Google Cloaking and Stuffing Its Own Pages?

MOUNTAIN VIEW, Calif. — Rumors that Google may have been engaging in a cloaking and keyword stuffing activities, forbidden by the search engine’s own policies, have gained more credence, as examinations of Google HTML code seem to point to the search giant displaying different results for surfers than it does for its own spidering tool.

The discovery places an ominous tone on a seemingly innocuous statement made by CEO Eric Shmidt in an August 2004 article about the company’s IPO.

When asked about “Don’t be evil,” the Google corporate motto, Schmidt said, “Evil is what [co-founder] Sergey [Brin] says it is.”

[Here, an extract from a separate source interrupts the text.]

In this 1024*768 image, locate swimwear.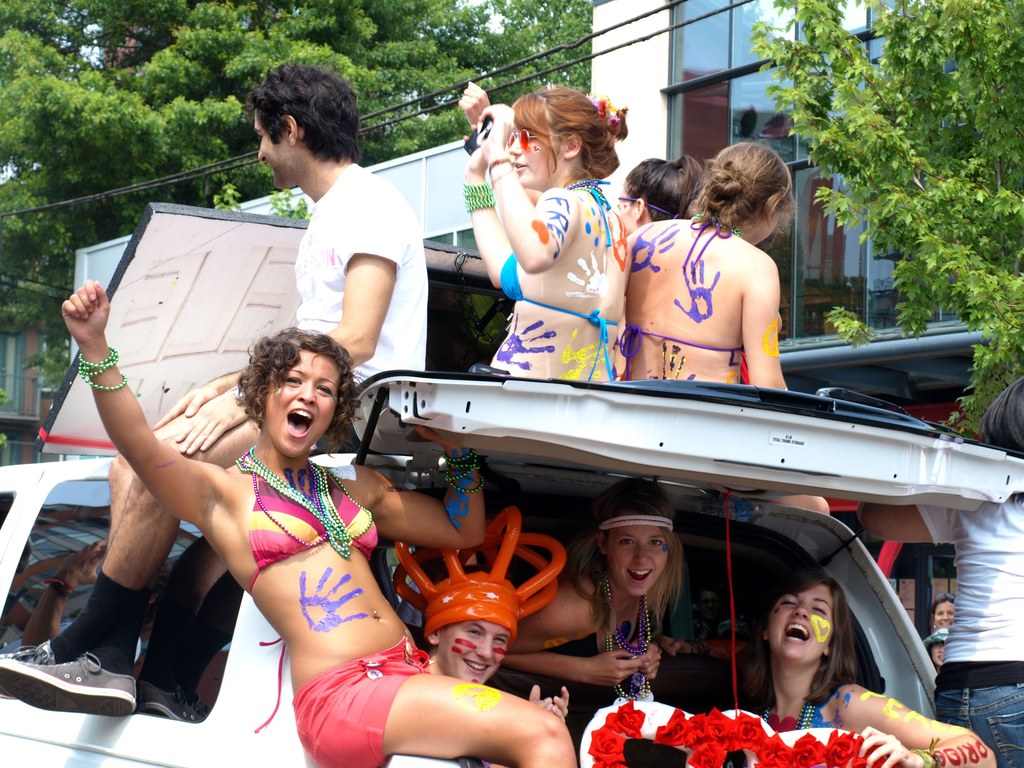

Typically, Google frowns deeply on both cloaking, the act of displaying one web page to surfers and a different one to bots, and keyword stuffing, or placing a ton of similar keywords within a page in order to artificially increase its page rank. In fact, Google’s own guidelines warn webmasters that either activity could result in a permanent ban from the Google index.

A look at the source code of both this page about AdWords policies and a cached version of the same page that Google has since removed seem to bear out the accusations.

While the title of the non-cached version that users typically see reads, “Google AdWords Support: Why do traffic estimates for my Ad Group differ from those given by the standalone tool,” the title of the cached version, the one that is displayed to search engine bots as they spider sites, reads, “traffic estimator, traffic estimates, traffic tool, estimate traffic Google AdWords Support.”

What the implications of a corporate entity like Google, which has a fiduciary duty to its stock holders and, therefore, a right to tailor its engine to make money, violating its own terms of service are unclear, as is whether Google even did something wrong.

The page in question was one of Google’s own help pages and not competing for ranks with outside pages.

“Looks to me like they’re using the technique internally to file things orderly, since they’re generating content that directly populates the database,” wrote Slashdotter Mr. Z. “The nice, handy newline between the keywords and the actual title in the HTML source also makes it trivial for scripts to strip it out later. If they were trying to hide something, they’d teach their cacher to delete the ‘secret’ keyword.”

“Absolutely,” responded pbranes. “People tend to forget that Google is a corporation. They can do whatever they want with their search engine. Their goal in life is to keep you looking at their pages and using their search engine so that they can show you more ads. It’s all about money.”

Google was unavailable for comment at deadline and had not issued a statement about the source code or why they removed the page.